On another flier distributed by IRV opponents: mucked-up ballots from the contest between Al Franken and Norm Coleman. During the Senate recount, goofy ballots such as one endorsing “€œflying spaghetti monster” got most of the attention. But much more common were routinely botched ballots in which a voter’s intent simply couldn’t be discerned because of unusual markings.
Thune believes IRV would only compound such problems and disenfranchise voters. “While this may seem like a wonderful thing in Cambridge for a bunch of Harvard professors, we’ve got a general population that has trouble filling out one oval in a Coleman-Franken race,” he says.














Instant Runoff Voting and Single Transferable Voting methods – sometimes called Rank Choice Voting (RCV) are even worse than Luther’s article states.
IRV, contrary to the misleading claims of its proponents, does *not* solve the spoiler problem, does *not* usually find majority winners (except when plurality voting would have any way), requires centralized counting because it is not precinct-summable, and IRV cannot be counted accurately until after all ballot types, including provisional and mail-in ballots are ready to count.
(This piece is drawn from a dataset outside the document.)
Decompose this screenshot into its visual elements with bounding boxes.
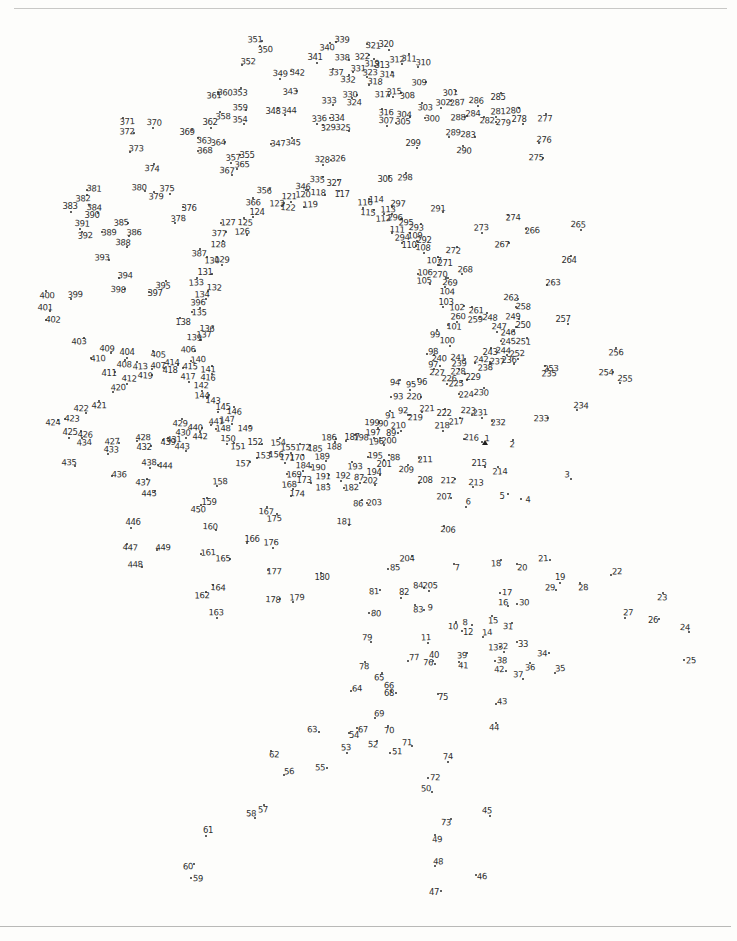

Even worse, IRV/STV is non-monotonic – in other words voting *for* your favorite candidate first may cause your favorite candidate to lose, whereas staying home and not voting or ranking your favorite candidate last may cause your favorite candidate to win. IRV/STV is so complex to count that the Minneapolis task force on IRV said that it is not practical to hand count. The programs required to count IRV/STV are considered exponential in run-time and are extremely difficult to program (which is why San Francisco found that the programs of the voting machine vendors had been miscounting its RCV elections. STV is virtually impossible to count using a spreadsheet and thus IRV/STV eviscerates public transparency of election integrity and accuracy.